Offshore staff
LONDON -- Afren has entered a joint venture agreement (JVA) to develop the Okwok oil field offshore southeast Nigeria.
Okwok was discovered by the Mobil/NNPC partnership in 1967 in license OML 67, 50 km (31 mi) offshore in 132 ft (40.2 m) of water. Three wells were drilled, encountering oil in the LD1 and D2 reservoirs. Over 100 ft (30.5 m) of oil pay was logged in the Okwok-2 well at the D2 level, with multiple 50-ft (15.2-m) oil-bearing sections at the LD1 level in this well and in Okwok-3.
Mobil contributed the discovery to Nigeria’s marginal field program in 2001, which led to a farm-in by Nigerian company Oriental Energy Resources in mid-2006. Soon afterwards, Addax Petroleum formed a JVA with Oriental, taking a 40% interest in the field and becoming technical advisor to the project.
The new partnership drilled three further appraisal wells in 2006, encountering over 100 ft (30 m) of oil pay in the D2 of Okwok-4, and similar pay in the LD1 series in Okwok-8. These wells produced respectively 32º and 27º API crude.
Afren estimates stock oil in place for Okwok of 225 MMbbl in the D2 and LD1c, LD1d and LD1e reservoirs, with 70 MMbbl recoverable. It also sees exploration upside at the deeper Qua Iboe level, where two prospects have been identified, each potentially with in-place oil of around 200 MMbbl.
Under the farm-in agreement, Afren will acquire a 28% legal interest in the field from Addax and an effective 70% economic interest (pre-cost recovery), reverting to 56% (post-cost recovery), subject to volumes lifted. Afren also will fund the cost of a further exploratory or appraisal well, after which it will jointly cover field development costs with Addax.
Near-term work includes detailed subsurface studies to determine the optimum location for this well; definition of the field development concept; and preparations for spudding a well in mid-2010 or earlier, depending on rig availability.
Afren sees synergies with its current development of Ebok field, where it is already in a partnership with Oriental. Here the targeted recovery is 53 MMbbl, with upside to 152 MMbbl. Afren sees scope for cost savings on the two projects through, for example, joint storage and export operations.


THE TASK -
What is needed here is an exact copy of all the records below.

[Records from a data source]
▬▬▬▬▬▬

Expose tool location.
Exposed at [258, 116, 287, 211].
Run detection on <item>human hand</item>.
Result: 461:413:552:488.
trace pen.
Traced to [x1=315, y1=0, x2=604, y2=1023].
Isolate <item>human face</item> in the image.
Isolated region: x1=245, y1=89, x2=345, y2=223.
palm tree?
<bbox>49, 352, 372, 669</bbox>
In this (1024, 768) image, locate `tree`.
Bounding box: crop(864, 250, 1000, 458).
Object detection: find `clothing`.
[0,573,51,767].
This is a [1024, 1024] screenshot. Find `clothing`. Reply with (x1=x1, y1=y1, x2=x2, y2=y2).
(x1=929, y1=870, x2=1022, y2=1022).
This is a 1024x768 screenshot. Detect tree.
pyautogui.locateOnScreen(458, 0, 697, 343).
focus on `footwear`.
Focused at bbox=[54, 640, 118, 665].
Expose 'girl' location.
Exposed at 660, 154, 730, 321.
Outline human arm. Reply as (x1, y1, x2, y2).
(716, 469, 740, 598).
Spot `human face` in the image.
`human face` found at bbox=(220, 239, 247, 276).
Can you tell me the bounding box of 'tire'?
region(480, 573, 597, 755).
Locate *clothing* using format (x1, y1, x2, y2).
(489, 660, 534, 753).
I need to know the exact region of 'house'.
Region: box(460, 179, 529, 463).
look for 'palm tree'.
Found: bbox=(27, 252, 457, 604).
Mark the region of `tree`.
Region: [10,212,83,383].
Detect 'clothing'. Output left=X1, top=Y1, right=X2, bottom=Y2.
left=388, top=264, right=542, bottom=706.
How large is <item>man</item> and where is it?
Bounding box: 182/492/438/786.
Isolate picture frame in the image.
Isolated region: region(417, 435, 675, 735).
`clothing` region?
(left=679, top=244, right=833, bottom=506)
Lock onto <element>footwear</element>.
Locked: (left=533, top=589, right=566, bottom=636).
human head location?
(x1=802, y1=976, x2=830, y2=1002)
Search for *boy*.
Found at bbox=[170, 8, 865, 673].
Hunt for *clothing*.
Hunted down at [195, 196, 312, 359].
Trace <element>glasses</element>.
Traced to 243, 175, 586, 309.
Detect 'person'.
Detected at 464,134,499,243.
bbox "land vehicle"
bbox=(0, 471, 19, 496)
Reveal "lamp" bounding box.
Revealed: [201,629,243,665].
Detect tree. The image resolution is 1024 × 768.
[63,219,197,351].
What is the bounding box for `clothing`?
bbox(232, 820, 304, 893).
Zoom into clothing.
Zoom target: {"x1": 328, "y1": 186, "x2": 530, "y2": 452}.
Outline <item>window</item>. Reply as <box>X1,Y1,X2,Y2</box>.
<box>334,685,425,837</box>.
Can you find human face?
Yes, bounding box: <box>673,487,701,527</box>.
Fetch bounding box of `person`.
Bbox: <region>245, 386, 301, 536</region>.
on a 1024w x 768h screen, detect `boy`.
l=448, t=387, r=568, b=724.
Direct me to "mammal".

▬▬▬▬▬▬

EXERCISE RESPONSE -
Expose tool location.
Exposed at [258, 116, 287, 211].
Run detection on <item>human hand</item>.
Result: 461:413:552:488.
trace pen.
Traced to [x1=315, y1=0, x2=604, y2=1023].
Isolate <item>human face</item> in the image.
Isolated region: x1=245, y1=89, x2=345, y2=223.
palm tree?
<bbox>49, 352, 372, 669</bbox>
In this (1024, 768) image, locate `tree`.
Bounding box: crop(864, 250, 1000, 458).
Object detection: find `clothing`.
[0,573,51,767].
This is a [1024, 1024] screenshot. Find `clothing`. Reply with (x1=x1, y1=y1, x2=x2, y2=y2).
(x1=929, y1=870, x2=1022, y2=1022).
This is a 1024x768 screenshot. Detect tree.
pyautogui.locateOnScreen(458, 0, 697, 343).
focus on `footwear`.
Focused at bbox=[54, 640, 118, 665].
Expose 'girl' location.
Exposed at 660, 154, 730, 321.
Outline human arm. Reply as (x1, y1, x2, y2).
(716, 469, 740, 598).
Spot `human face` in the image.
`human face` found at bbox=(220, 239, 247, 276).
Can you tell me the bounding box of 'tire'?
region(480, 573, 597, 755).
Locate *clothing* using format (x1, y1, x2, y2).
(489, 660, 534, 753).
I need to know the exact region of 'house'.
Region: box(460, 179, 529, 463).
look for 'palm tree'.
Found: bbox=(27, 252, 457, 604).
Mark the region of `tree`.
Region: [10,212,83,383].
Detect 'clothing'. Output left=X1, top=Y1, right=X2, bottom=Y2.
left=388, top=264, right=542, bottom=706.
How large is <item>man</item> and where is it?
Bounding box: 182/492/438/786.
Isolate picture frame in the image.
Isolated region: region(417, 435, 675, 735).
`clothing` region?
(left=679, top=244, right=833, bottom=506)
Lock onto <element>footwear</element>.
Locked: (left=533, top=589, right=566, bottom=636).
human head location?
(x1=802, y1=976, x2=830, y2=1002)
Search for *boy*.
Found at bbox=[170, 8, 865, 673].
Hunt for *clothing*.
Hunted down at [195, 196, 312, 359].
Trace <element>glasses</element>.
Traced to 243, 175, 586, 309.
Detect 'person'.
Detected at 464,134,499,243.
bbox "land vehicle"
bbox=(0, 471, 19, 496)
Reveal "lamp" bounding box.
Revealed: [201,629,243,665].
Detect tree. The image resolution is 1024 × 768.
[63,219,197,351].
What is the bounding box for `clothing`?
bbox(232, 820, 304, 893).
Zoom into clothing.
Zoom target: {"x1": 328, "y1": 186, "x2": 530, "y2": 452}.
Outline <item>window</item>. Reply as <box>X1,Y1,X2,Y2</box>.
<box>334,685,425,837</box>.
Can you find human face?
Yes, bounding box: <box>673,487,701,527</box>.
Fetch bounding box of `person`.
Bbox: <region>245, 386, 301, 536</region>.
on a 1024w x 768h screen, detect `boy`.
l=448, t=387, r=568, b=724.
Direct me to "mammal".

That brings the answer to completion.